O'Hara knew right away that Wiren, with his shaved head, menacing stare and rock solid 6-foot-2, 260-pound frame, would be the perfect stand-in for Austin.
"He and I do look a lot alike when we're in pads," Wiren said. "We walk the same, because both of our knees are (messed) up."
Wiren was asked to absorb one of the most memorable hits in movie history, a clothesline tackle that prompts the famous line, "I think I broke his freakin' neck."
"I said, "We need a special guy for that to sell it,' and I told Mark, "I've got the guy in Nyle,' " O'Hara said. "Wait till you see it. Nyle just sells it and just really gets pummeled."
As a stunt double for Turturro, who plays Brucie, a pesky receiver on the guards' team, Dell took his share of hits, including one from the trailer in which a safety hits him as he catches a slant and Dell's helmet is sent flying.

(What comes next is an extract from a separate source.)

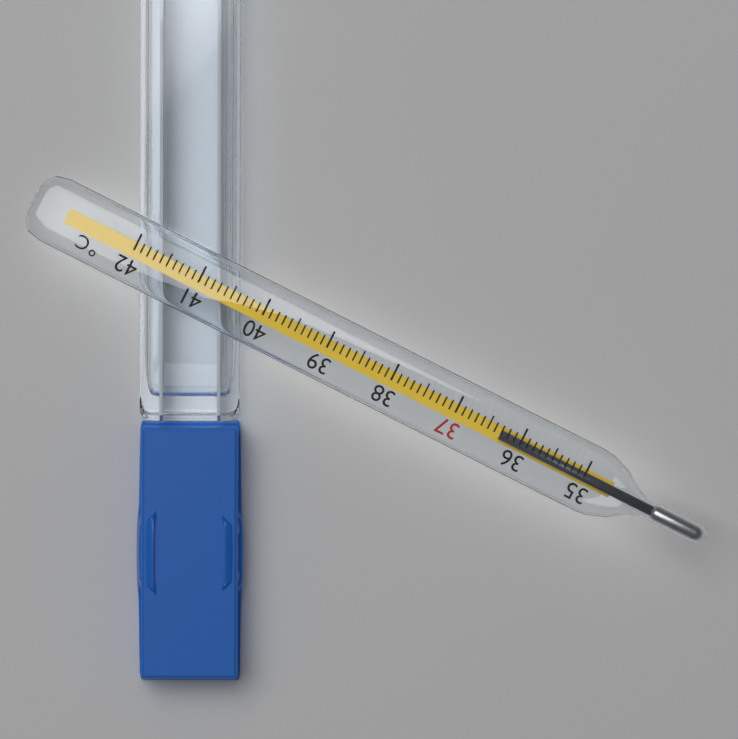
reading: 36.3 °C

"It's supposed to be one of the best hits out there," Dell said. "All the producers love it, and Adam Sandler thought it was the greatest thing ever."
The performances of Dell and Wiren could lead to parts in an upcoming film, Invincible, in which Mark Wahlberg plays Vince Papale, a 30-year-old bartender who made the Philadelphia Eagles after an open tryout in the mid '70s. Dell is being considered as Wahlberg's body double, O'Hara said.

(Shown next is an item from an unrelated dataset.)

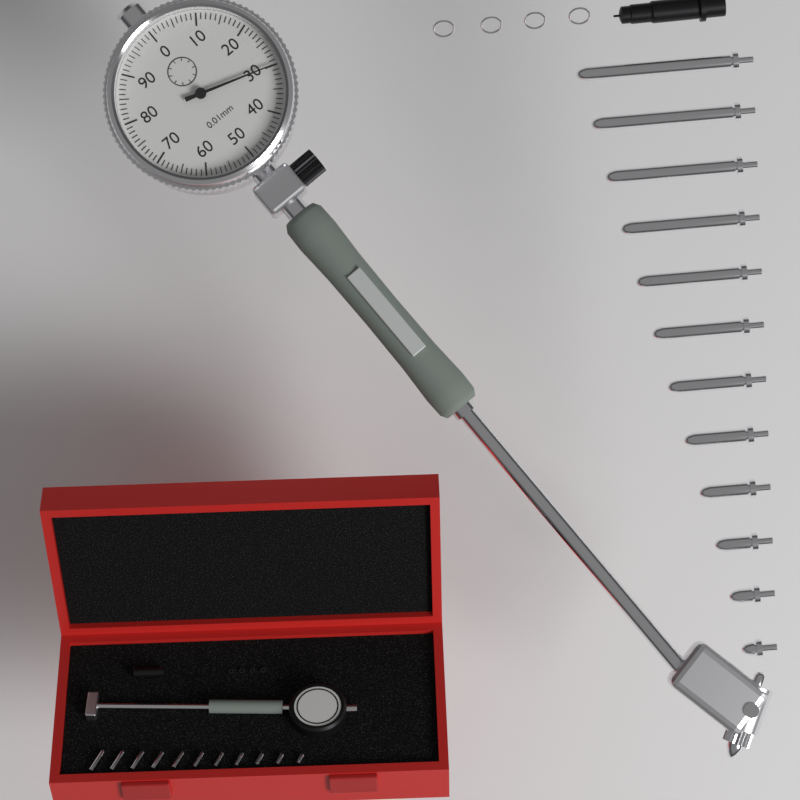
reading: 0.30 mm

"He was so impressive in The Longest Yard that, hopefully, he'll be able to pull it off again," O'Hara said.
O'Hara spends his nights working on the playbook for Invincible. He enjoys his movie work, and ReelSports soon will branch into other venues such as camps, combines and individual training, giving him other options.
But O'Hara said he believes his future ultimately will be in coaching.
"The movie business is what it is," O'Hara said. "It's competitive. It's tough. They only make so many football movies. Right now, it's good timing for me."
O'Hara's timing wasn't as good on Sunday, when cast and crew got together to watch the premiere of The Longest Yard. In fact, the entire Storm contingent was absent.
"We had a game," Wiren said.
Ex-Storm lineman sues Predators
TAMPA - Former Storm lineman Rasheid Simmons filed a civil lawsuit against the Orlando Predators for injuries he suffered during a scrimmage Jan. 22 at the St. Pete Times Forum.
Simmons, who suffered a career-ending neck injury and is undergoing physical therapy in New Jersey, according to the lawsuit filed Thursday in Hillsborough County, seeks more than $15,000 in damages.
The injury occurred after players exchanged shoves during pass-rushing drills before the scrimmage, the lawsuit states. Simmons, who was not involved in the drill and had his helmet in his hands, collided headfirst with another player who was wearing a helmet after Orlando's Justin Cleveland shoved him.
Simmons fell to the ground, where the Predators' Patrick Scott jumped on top of him and punched him in the face, rendering Simmons unconscious and completely paralyzed about 10 minutes.
Simmons was strapped to a spine board and taken to Tampa General Hospital, where a CT scan revealed a herniated disc in his neck. Despite surgery to remove the disc and fuse two of the vertebrae in Simmons' neck, he no longer can play football and is unable to perform other normal physical activities, according to the lawsuit.
The Predators released Scott the day after the scrimmage. The Storm cut Simmons a day later. Cleveland continues to play for Orlando.
SKILLS COMPETITION: Storm QB Shane Stafford will compete in the ArenaBattle Celebrity Skills Challenge June 10 at Orleans Arena in Las Vegas. Former Heisman Trophy runnerup Michael Bishop and ex-Buc quarterback Joe Hamilton are among 12 other Arena players committed to the event, part of the festivities leading up to the ArenaBowl on June 12.
DEATH AN ACCIDENT: Los Angeles lineman Al Lucas' death from blunt force trauma to his spinal cord during a game has been ruled an accident by the Los Angeles County coroner's office. He died at 26 on April 10 after trying to tackle a New York Dragons kick returner. Lucas was a coach with his alma mater, Northeast High School in Macon, Ga.
Information from other news organizations was used in the report.